Glenn also tells of a Clemson runner who trained in water four weeks before clocking a 3:45 1,500 meters, which is the equivalent of a 4:03 mile. His personal best at that time was 4:18.

"Since the '60s it has been preached that distance runners have to put in 100-mile weeks," he says. "We're making that obsolete. With three or four water sessions per week, distance runners will be able to cut their mileage up to 50 percent."

You needn't be a varsity letterman or an Olympic aspirant to benefit from hydrotherapy. "I'd say a full half of our orders and inquiries come from sedentary people," says Glenn, "folks who say, 'I don't like to run,' or 'I can't run. This is for me.' "

Submersed to the noggin and completely relaxed, one tends to lean forward in a Wet Vest—as opposed to life preservers, which make the wearer lean backward.

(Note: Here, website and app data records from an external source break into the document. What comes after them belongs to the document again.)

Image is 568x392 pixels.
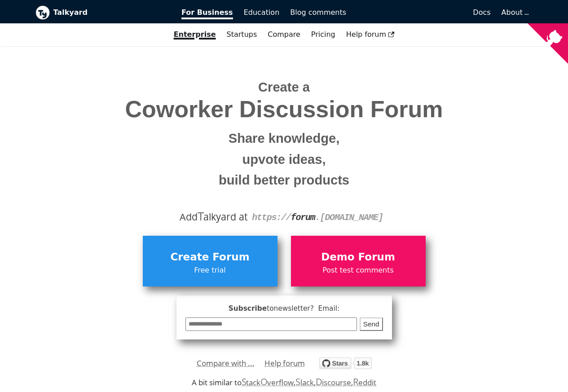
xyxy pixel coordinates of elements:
a: Discourse [316,377,351,387]
small: build better products [42,170,526,191]
a: Star debiki/talkyard on GitHub [319,358,372,372]
code: https:// . [DOMAIN_NAME] [252,213,383,222]
span: R [353,375,359,388]
span: Create Forum [147,249,273,266]
small: Share knowledge, [42,128,526,149]
a: Pricing [306,27,341,42]
span: For Business [181,8,233,19]
span: O [260,375,267,388]
small: upvote ideas, [42,149,526,170]
span: Subscribe [186,303,383,314]
span: Demo Forum [295,249,421,266]
span: S [295,375,301,388]
span: T [198,208,204,224]
a: Help forum [341,27,400,42]
a: Education [239,5,285,20]
span: S [241,375,247,388]
img: talkyard.svg [319,358,372,369]
a: Reddit [353,377,376,387]
span: Create a [258,80,310,94]
span: Free trial [147,264,273,276]
a: StackOverflow [241,377,294,387]
strong: forum [291,213,315,222]
img: Talkyard logo [35,5,50,20]
a: Demo ForumPost test comments [291,236,426,286]
a: Help forum [265,357,305,370]
span: Education [244,8,280,17]
span: Coworker Discussion Forum [42,96,526,122]
a: About [502,8,528,17]
a: For Business [176,5,239,20]
a: Slack [295,377,313,387]
a: Compare with ... [197,357,255,370]
span: Help forum [346,30,395,39]
a: Blog comments [285,5,352,20]
a: Docs [352,5,496,20]
span: Post test comments [295,264,421,276]
a: Create ForumFree trial [143,236,277,286]
div: Add alkyard at [42,209,526,224]
span: Docs [473,8,491,17]
a: Compare [267,30,301,39]
a: Talkyard logoTalkyard [35,5,169,20]
span: D [316,375,322,388]
b: Talkyard [53,7,169,18]
a: Startups [222,27,263,42]
span: to newsletter ? Email: [267,304,340,312]
a: Enterprise [168,27,222,42]
span: Blog comments [290,8,346,17]
button: Send [360,317,383,331]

To start, as Glenn says, "Begin running slowly in the water. Concentrate on using the exact motion you would on the road."

First use of the Wet Vest is slightly disconcerting. You'll huff and puff, and unenlightened regulars at your pool may look at you curiously. But beat on against the current and tell them you're riding the wave of the future. Remember, you're only in up to your neck. They're all wet.